As robotics prices dropped due to competition and demand for food services grew in the United States, Cui envisioned automating a restaurant chain. With cafés’ high labor costs, a robotic coffee-shop made perfect sense, Cui said. It also fulfills his philosophy on the role of humans in the future of business.

“For those routine works, we don’t want the future to be a group of humans just coming to the machine and being fed on the machine, but we want the humans to own the machines and find out ways to make the machines work for them,” Cui said.  
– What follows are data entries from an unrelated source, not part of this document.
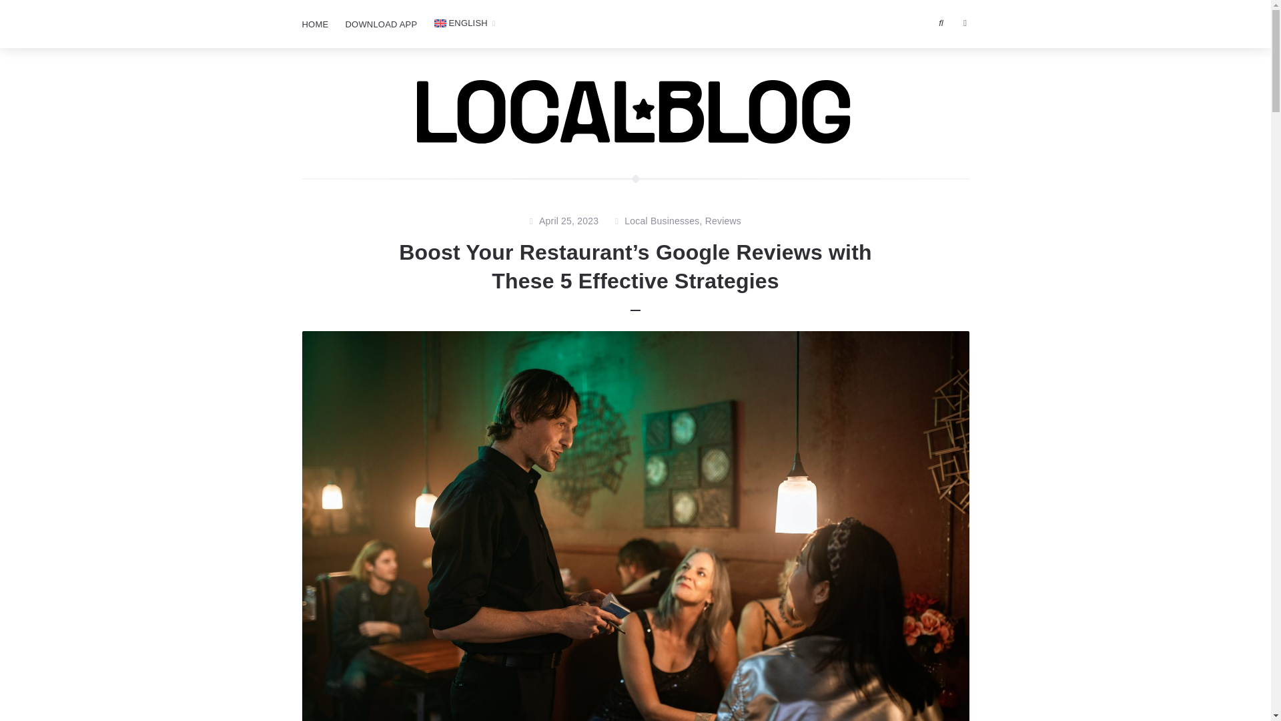  Describe the element at coordinates (723, 222) in the screenshot. I see `Reviews` at that location.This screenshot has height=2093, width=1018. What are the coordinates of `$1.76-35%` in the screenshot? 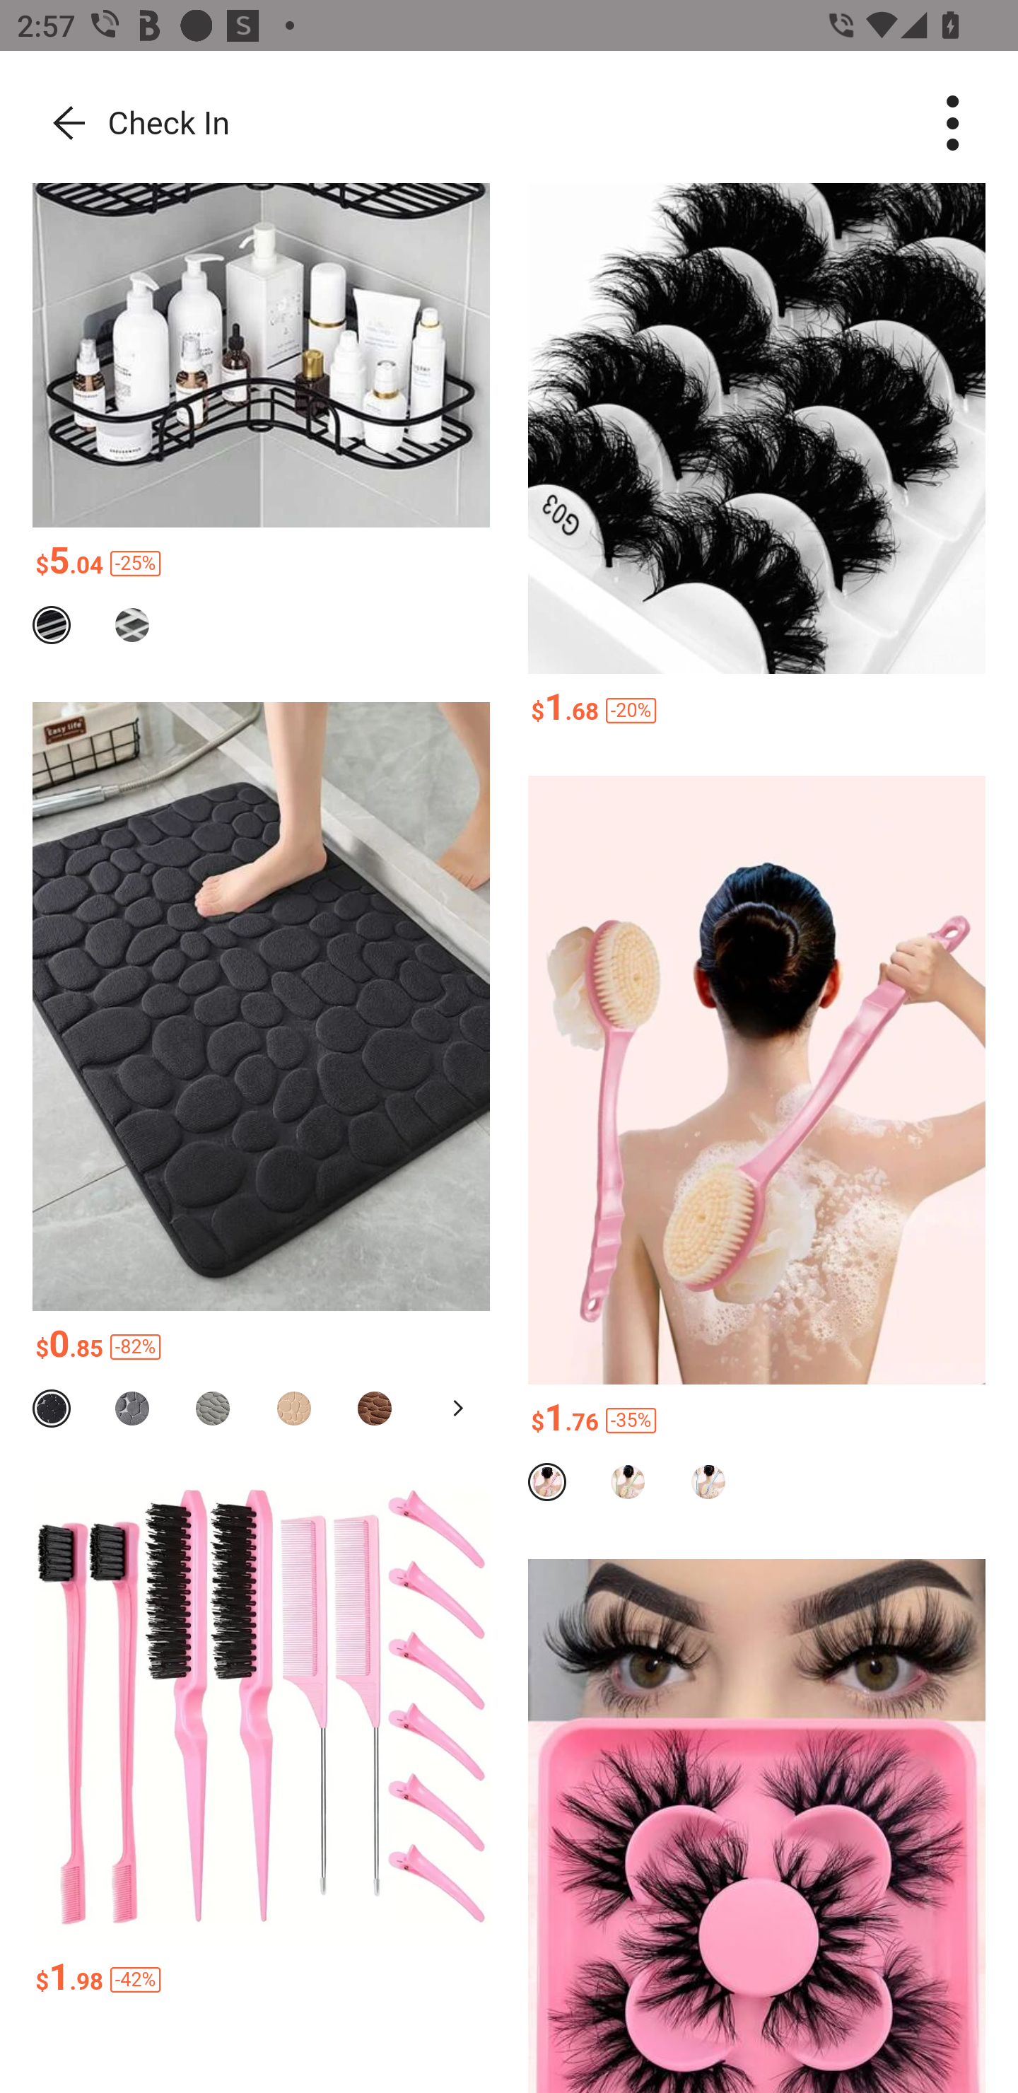 It's located at (756, 1421).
In the short-term, the Yummy Future team is trying to find business partners, hire workers to maintain the station, obtain their patents and maximize revenue, Cui said. According to Yummy Future, the entire product cost around $25,000 to make. At their current sales rate, Cui expects to break even soon.

“Right now, it sells about 100 to 200 cups a day,” Cui said.

The Yummy Future team has technical improvement plans on the horizon. Implementing Amazon Alexa voice assistant technology, which they won through microgrants and a prize from the University’s Technology Entrepreneur Center Cozad competition, is a short-term priority.

Yummy Future left an impression on judges, not only with the project’s “outside of the box” thinking but their entrepreneurial personalities, said Catharine Ingram, TEC coordinator of Student Innovation and Entrepreneurial Programs.

“They have a lot of energy and they’re really engaged. That is really critical,” Ingram said.

Long-term, the team wants to add more capability to the café. Adding mobile pre-orders, a delivery system, dietary adjustments and lifelike customer service are all in the planning stages, Cui said.

“When people are seeing it mix things for them, they feel like they are being served. That feeling is that it’s especially made for them. We want to do those things, we are adding more machine intelligence to tell if customers actually want something sweeter or less sweet,” Cui said. “We want to make it more human.”

Shelby Job, junior in LAS, has been a supervisor at the Illini Union Starbucks for two years. She agrees that giving the machine specialized order capabilities and more customer connections are important concerns.

“If they could give the robot a face, if they actually have a pre-recorded message, maybe that’d resolve that issue,” Job said.  

Most of all, Cui said he wants to thank the University community for all of their support. He is especially grateful that customers share his vision.

“People actually come to the machine and say, ‘Wow! The future is here!’ and they look at our logo, ‘Oh! Yummy Future,’” Cui said.